Gladstone plays Jax, a formerly convicted drug dealer and curren con artist and hustler, trying to make a few bucks taking care of her niece Roki (Isabel Deroy-Olson) while trying to find her missing sister Tawi (Hauli Gray, who also serves as the film’s choreographer). As is often the case, local police on and off the Seneca-Cayuga reservation in Oklahoma (including rez police officer and half-brother JJ, played by Ryan Begay) don’t have jurisdiction, and the FBI is barely giving the case any bit of their time. Jax has to resort to playing detective, showing her sister’s “Missing Woman” flier at the strip club Tawi formerly danced at, and daringly extracts information in the “man camps” of white oil workers, feeding JJ clues along the way and exhorting him to get a hold of the feds. Indeed, the only way any government systems come Jax’s way is to put Roki in the custody of Jax and Tawi’s estranged (and white) father, Frank (Shea Wigham) and his second wife Nancy (Audrey Wasileski), who may as well have been named Karen. (Nancy’s offer of her old ballet shoes to Roki, a traditional Seneca-Cayuga dancer, has some serious “kill the Indian to save the [wo]man” undertones.) All the while, Roki’s main goal is to get to the powwow in Oklahoma City where she and her mother are defending mother-daughter champions, and where Roki believes Tawi will turn up.
Ultimately, Jax pulls a desperate heist, getting Roki from her grandparents’ house, stealing Frank’s car in the process. Together they head on the road to the powwow, with stops along the way to Tulsa to follow a lead on Jax’s possible whereabouts. In turn, at Nancy’s suggestion. Frank begrudgingly (and in the end with great regrets) has an Amber Alert put out for Roki. They remain the rest of the film marked women — perhaps literally the case for Roki, who has her first period. Jax holds a ceremony for her first moon on the poolside patio at a house where they squat while on the run, a picture frame used as hardwood for the ritual. (Two straight days of movies with menstrual rite of passage — only at Athena!)
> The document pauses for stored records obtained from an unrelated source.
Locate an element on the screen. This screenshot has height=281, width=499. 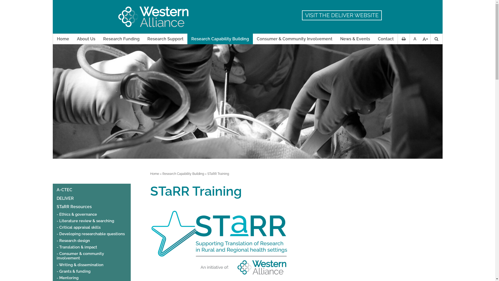
Consumer & community involvement is located at coordinates (80, 256).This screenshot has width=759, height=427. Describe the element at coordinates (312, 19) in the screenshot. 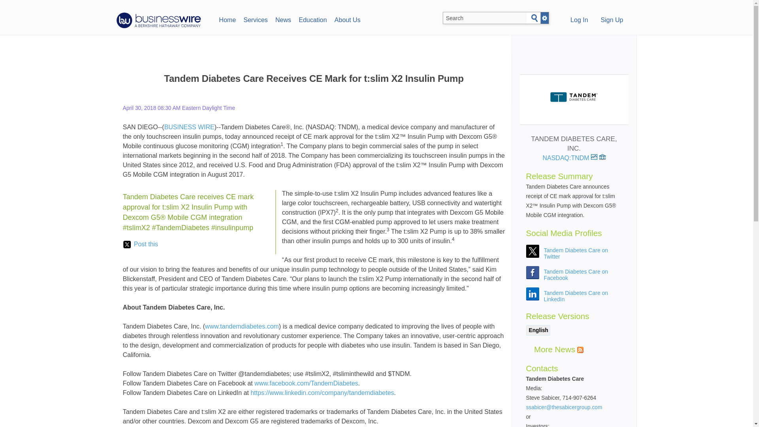

I see `Education` at that location.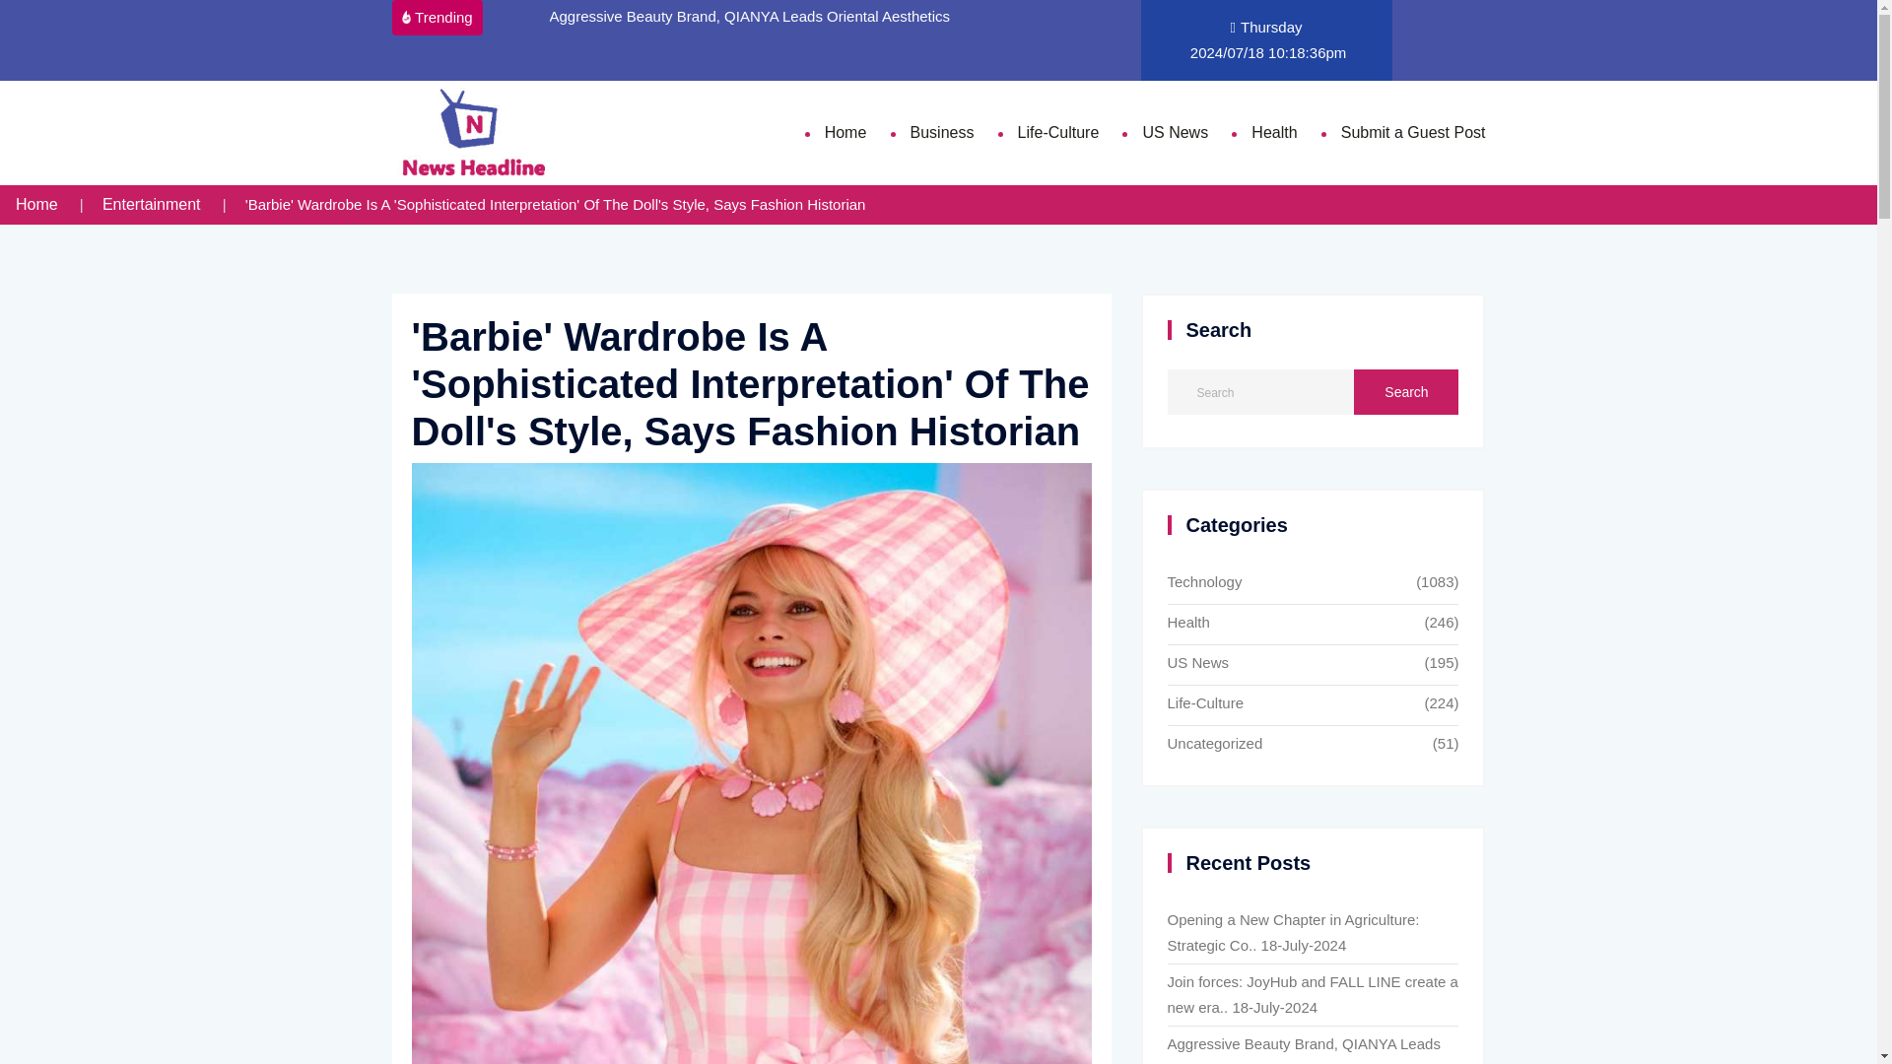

With her script, direction, and the sheer force of her cast, Tremblay’s pulled off a tightrope act, combining high drama and tension with a sensitive, at times humorous touch. Gladstone, as Jax, shows range reminiscent of Frances McDormand in Three Billboards outside of Ebbing, Missouri — a relentless, by-all-means-necessary search for the truth in the face of a society that has no interest or will to supply that truth, borne out of a deep and abiding love for the people in her life. (That includes Sapphire, played by Crystle Lightning, Jax’s lover and dancer at the club.) Ultimately, Jax secures a tidy resolution for Tawi’s, Roki’s, and her own stories, with some help from JJ along the way. In the culminating powwow, I felt not only for Jax and her family, but for all the other missing and murdered indigenous women. Some inevitably don’t have a Jax in their life, a sister (or sister figure) fighting for them, and many are never found alive or dead. Hopefully with this film’s eventual release, it not only gets in front of Apple-subscribing viewers, but compels them to act in changing the forces that lead to Fancy Dance’s desperation and bleakness, while securing the means toward the film’s humanity and joy.